Fallon’s Angler, issue 2: The mighty Usk
In my circle of closest fishing pals, it’s almost an article of faith that the bigger a river gets, the moodier and more unpredictable it can be. Small streams are where you go to hone your short game – fishing light and stealthy, casting to fish you can see or at least locate with an educated guess. Then, when you think you’re death from above on the chalkstreams and little urban gritstoners, you make your pilgrimage to the bigger spate waters to be tested.
When the flies come off on these big rivers, the fish respond, and you can immerse yourself in truly technical hatch-matching for trout that may run several orders of magnitude larger than their little cousins in the tributaries. When there’s no hatch, you can often pack up your nymph box as well as your dries, because the fish are tucked up resting under the banks and logjams, nowhere near their feeding stations. Over the course of many seasons, the Irwell, Welsh Wye, Calder and Eden have all tested our mettle with their squirrelly hatches and elusive trophy fish. But of all those big, moody, unpredictable rivers, probably the biggest and most challenging in our personal fluviology is the Usk…
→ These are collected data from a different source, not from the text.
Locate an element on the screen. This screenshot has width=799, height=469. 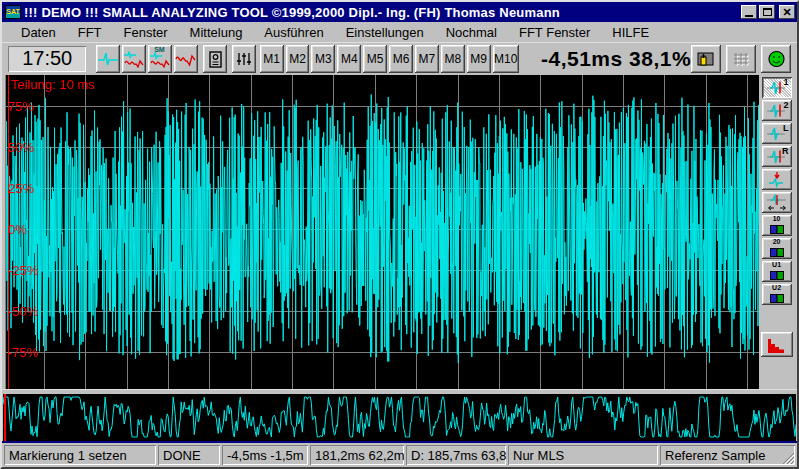
m-button-label: M5 is located at coordinates (376, 59).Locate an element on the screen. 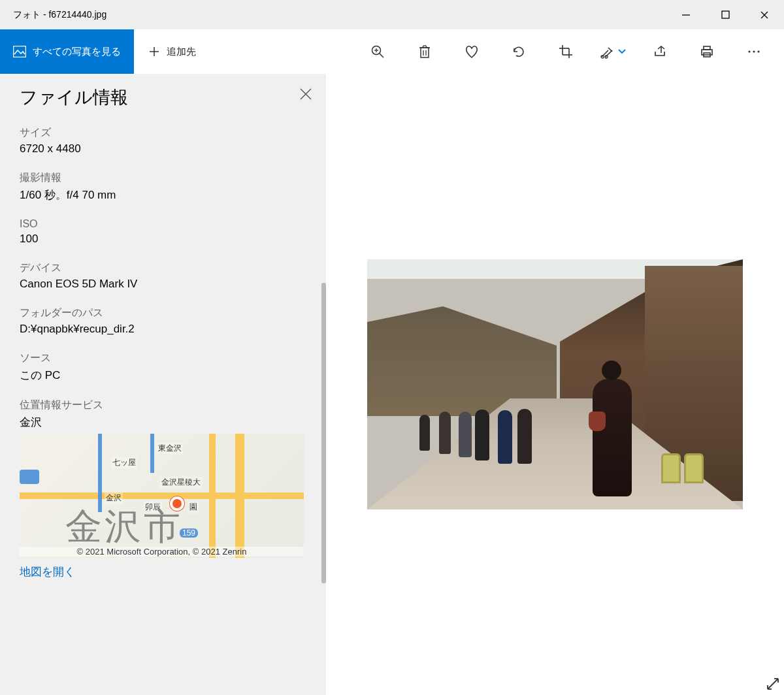 The height and width of the screenshot is (695, 784). maximize-button is located at coordinates (725, 14).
The second issue of Fallon’s Angler has now been released, complete with my account of fishing the River Usk in Wales last summer (and extensive memories of spectacular blanks and stunning successes from years before that).
Once again it’s a huge honour to see my words appearing between the same covers (back story here) as beautiful features by Chris Yates, Dominic Garnett, Dexter Petley, Tom Fort, Jeff Hatt, Jim Burns, Garrett Fallon himself, and many other writing fisherati.